The Supreme Court finally gets a shot at Biden’s student-loan lawlessness
In his State of the Union address, President Biden had thoughts about almost everything. He was, however, parsimonious with words — just a three-word boast about “reducing student debt” — concerning his policy of student loan forgiveness. His reticence about unilaterally spending, by executive fiat, about $400 billion perhaps reflected foreboding.
He knew that on Feb. 28 the Supreme Court will hear oral arguments about his plan’s constitutionality. An amicus brief from 11 conservative intellectuals, with impressive judicial and executive branch experience, demonstrates that Biden’s behavior is a particularly egregious example of lawlessness committed by presidents of both parties. Were Biden to succeed, the nation’s constitutional architecture would be irrevocably altered.
The Magnificent Eleven note that the framers considered the power of the purse “the central and most important constitutional power reserved exclusively to the legislative branch, enabling it to oversee and control virtually every activity of the federal government.” Hence the clarity of the appropriations clause: “No money shall be drawn from the Treasury, but in consequence of appropriations made by law.”
In recent decades, however, presidents have spent without congressional action — even when, as regarding student loan forgiveness, Congress has explicitly rejected such spending. If Biden’s unauthorized loan forgiveness for 43 million borrowers is allowed, it will be one of the largest expenditures in U.S. history. And it will come after Congress between 2020 and 2022 passed multiple pandemic relief bills dispensing $5 trillion — one of which suspended federal student loan payments — yet none authorized loan forgiveness.
Furthermore, Congress has been clear: There is no legal difference between waiving payments owed to the Treasury and affirmative spending . ...
President John F. Kennedy, impatient to launch the Peace Corps, diverted funds allocated for other purposes seven months before Congress appropriated funding for the Peace Corps. During the 2008 financial crisis, President George W. Bush bailed out the auto companies with funds Congress had made available only for “financial institutions,” justifying it because the companies engaged in financing sales . ... When Congress voted against funding a portion of the Affordable Care Act, President Barack Obama’s Treasury Department provided $7 billion. President Donald Trump “repurposed” some military appropriations to build the border wall that Congress had explicitly voted not to build.
Biden first claimed to find his loan forgiveness power in a nearly 20-year-old statute, passed in response to 9/11, that allowed loan modifications for members of the military . ... He says the covid-19 emergency enables loan forgiveness as an ameliorative measure . ...
Biden’s $400 billion overreach has taken presidential impudence to a new level. It signals his complete capitulation to his party’s progressives, whose project is to emancipate the president, and the administrative state he wields, from all restraints. To put a bridle on the modern presidency, Congress needs the court’s assistance. All the court needs is the appropriations clause.
Finally,biden’s gargantuan loan forgiveness expenditure is as morally repellent as it is constitutionally defective. And it should especially trouble progressives who are forever banging on about “social justice.” Biden’s policy would benefit a portion of the privileged minority of Americans who have attended college and will average higher lifetime earnings than those who have not attended. Hence, Sen. Bill Cassidy (R-LA.) recently reported hearing this tart rhetorical question from someone regarding Biden, “Is he going to forgive the loan on my work truck?”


What is needed: Nothing but the lines from the one containing "Convert this screenshot" through the end of the entries should be set down, each exactly as written.

Items from a data source:
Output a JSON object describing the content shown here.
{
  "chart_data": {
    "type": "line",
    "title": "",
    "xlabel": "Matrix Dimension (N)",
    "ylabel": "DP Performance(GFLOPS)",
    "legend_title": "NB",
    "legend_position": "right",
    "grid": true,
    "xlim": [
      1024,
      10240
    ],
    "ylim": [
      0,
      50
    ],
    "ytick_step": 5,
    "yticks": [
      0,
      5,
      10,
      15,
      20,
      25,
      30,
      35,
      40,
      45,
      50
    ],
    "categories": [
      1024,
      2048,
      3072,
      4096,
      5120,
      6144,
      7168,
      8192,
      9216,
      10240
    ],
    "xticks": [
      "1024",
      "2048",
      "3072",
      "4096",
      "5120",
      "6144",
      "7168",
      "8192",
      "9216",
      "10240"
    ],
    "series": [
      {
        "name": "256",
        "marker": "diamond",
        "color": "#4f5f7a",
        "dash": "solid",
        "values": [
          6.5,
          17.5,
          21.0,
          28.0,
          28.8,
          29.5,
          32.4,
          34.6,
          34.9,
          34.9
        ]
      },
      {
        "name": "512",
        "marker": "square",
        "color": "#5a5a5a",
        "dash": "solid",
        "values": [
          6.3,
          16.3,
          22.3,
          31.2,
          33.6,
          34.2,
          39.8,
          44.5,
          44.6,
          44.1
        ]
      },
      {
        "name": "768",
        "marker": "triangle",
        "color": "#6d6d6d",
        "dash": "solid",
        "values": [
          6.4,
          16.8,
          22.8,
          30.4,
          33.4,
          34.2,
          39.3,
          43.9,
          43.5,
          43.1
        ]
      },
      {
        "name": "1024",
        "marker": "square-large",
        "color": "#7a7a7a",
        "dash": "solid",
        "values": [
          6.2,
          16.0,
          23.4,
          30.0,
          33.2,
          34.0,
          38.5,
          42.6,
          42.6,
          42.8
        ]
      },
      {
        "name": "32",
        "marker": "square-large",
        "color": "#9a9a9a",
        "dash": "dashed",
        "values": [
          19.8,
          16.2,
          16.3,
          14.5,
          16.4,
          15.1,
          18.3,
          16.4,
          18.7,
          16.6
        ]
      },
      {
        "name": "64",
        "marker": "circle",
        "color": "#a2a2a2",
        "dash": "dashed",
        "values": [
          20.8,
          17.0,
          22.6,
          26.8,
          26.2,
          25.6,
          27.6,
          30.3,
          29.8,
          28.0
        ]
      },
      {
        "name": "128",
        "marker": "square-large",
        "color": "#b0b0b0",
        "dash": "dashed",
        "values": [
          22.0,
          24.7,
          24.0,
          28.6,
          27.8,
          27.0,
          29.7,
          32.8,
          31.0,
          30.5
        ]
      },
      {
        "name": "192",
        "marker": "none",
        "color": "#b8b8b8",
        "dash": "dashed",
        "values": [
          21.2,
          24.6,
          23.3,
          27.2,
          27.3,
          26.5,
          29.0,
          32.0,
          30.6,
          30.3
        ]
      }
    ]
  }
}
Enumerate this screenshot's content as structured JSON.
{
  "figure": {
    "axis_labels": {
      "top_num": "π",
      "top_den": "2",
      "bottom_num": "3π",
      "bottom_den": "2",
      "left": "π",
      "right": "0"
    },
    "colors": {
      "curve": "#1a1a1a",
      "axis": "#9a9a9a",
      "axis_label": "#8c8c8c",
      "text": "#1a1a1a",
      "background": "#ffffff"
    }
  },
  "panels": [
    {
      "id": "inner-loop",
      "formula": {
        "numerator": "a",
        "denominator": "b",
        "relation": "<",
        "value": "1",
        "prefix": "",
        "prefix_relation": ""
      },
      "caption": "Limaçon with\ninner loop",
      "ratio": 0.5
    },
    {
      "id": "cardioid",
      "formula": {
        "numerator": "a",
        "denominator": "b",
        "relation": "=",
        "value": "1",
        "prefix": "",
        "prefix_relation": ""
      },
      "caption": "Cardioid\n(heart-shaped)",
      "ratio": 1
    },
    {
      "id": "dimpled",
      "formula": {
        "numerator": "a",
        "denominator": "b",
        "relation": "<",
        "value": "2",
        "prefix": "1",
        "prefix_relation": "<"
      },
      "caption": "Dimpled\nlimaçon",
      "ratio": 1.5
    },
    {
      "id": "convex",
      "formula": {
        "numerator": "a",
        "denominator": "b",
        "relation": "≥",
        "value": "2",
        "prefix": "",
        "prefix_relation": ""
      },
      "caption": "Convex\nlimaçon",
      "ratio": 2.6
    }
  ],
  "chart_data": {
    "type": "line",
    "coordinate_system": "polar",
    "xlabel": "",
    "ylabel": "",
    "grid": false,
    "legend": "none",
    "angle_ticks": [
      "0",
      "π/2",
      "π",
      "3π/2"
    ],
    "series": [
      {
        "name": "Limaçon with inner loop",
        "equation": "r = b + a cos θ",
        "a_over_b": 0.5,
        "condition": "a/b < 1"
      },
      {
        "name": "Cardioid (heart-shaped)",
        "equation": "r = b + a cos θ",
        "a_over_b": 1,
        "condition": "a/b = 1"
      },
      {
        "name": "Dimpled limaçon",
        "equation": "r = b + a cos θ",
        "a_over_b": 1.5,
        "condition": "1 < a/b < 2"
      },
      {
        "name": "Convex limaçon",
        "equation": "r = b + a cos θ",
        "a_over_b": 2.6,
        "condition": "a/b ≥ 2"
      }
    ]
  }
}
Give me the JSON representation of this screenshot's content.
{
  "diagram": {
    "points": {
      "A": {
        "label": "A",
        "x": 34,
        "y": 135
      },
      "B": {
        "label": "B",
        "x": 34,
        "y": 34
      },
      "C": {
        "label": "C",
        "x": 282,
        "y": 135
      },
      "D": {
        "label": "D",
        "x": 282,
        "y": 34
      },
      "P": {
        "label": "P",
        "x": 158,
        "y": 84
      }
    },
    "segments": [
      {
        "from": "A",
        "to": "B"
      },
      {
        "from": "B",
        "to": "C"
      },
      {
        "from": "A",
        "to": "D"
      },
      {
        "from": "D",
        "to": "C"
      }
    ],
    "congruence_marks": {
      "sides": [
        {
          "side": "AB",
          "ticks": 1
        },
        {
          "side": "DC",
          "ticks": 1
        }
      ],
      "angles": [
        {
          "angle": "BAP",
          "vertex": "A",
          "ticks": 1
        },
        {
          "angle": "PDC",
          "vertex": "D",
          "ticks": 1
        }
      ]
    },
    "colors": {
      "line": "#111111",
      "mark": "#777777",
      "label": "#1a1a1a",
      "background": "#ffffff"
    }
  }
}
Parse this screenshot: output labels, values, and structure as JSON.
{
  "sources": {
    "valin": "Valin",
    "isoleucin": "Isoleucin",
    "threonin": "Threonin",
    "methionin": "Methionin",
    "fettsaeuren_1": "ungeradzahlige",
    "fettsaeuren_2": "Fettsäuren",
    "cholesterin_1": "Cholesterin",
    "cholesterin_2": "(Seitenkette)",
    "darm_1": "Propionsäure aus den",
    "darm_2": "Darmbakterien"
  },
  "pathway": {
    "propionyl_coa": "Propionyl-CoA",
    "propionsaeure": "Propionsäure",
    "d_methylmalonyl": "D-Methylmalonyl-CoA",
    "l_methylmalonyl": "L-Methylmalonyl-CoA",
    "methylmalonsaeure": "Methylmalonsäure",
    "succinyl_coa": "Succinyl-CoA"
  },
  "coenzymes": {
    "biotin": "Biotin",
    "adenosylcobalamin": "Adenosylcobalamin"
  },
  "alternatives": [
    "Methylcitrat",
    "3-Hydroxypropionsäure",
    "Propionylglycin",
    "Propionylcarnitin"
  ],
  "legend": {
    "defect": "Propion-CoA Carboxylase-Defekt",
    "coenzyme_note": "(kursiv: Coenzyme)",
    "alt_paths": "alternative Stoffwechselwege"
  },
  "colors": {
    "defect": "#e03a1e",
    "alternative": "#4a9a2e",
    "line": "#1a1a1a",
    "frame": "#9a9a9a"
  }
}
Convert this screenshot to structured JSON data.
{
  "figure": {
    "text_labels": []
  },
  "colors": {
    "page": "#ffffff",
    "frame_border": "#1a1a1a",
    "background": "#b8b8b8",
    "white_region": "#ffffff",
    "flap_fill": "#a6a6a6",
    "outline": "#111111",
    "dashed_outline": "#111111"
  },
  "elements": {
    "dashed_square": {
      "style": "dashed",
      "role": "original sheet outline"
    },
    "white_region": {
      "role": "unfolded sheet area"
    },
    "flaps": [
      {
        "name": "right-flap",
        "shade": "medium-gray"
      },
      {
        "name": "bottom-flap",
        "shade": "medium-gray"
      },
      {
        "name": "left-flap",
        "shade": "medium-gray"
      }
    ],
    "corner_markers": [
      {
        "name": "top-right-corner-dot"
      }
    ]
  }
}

Finished exercise:
Convert this screenshot to structured JSON data.
{
  "figure": {
    "text_labels": []
  },
  "colors": {
    "page": "#ffffff",
    "frame_border": "#1a1a1a",
    "background": "#b8b8b8",
    "white_region": "#ffffff",
    "flap_fill": "#a6a6a6",
    "outline": "#111111",
    "dashed_outline": "#111111"
  },
  "elements": {
    "dashed_square": {
      "style": "dashed",
      "role": "original sheet outline"
    },
    "white_region": {
      "role": "unfolded sheet area"
    },
    "flaps": [
      {
        "name": "right-flap",
        "shade": "medium-gray"
      },
      {
        "name": "bottom-flap",
        "shade": "medium-gray"
      },
      {
        "name": "left-flap",
        "shade": "medium-gray"
      }
    ],
    "corner_markers": [
      {
        "name": "top-right-corner-dot"
      }
    ]
  }
}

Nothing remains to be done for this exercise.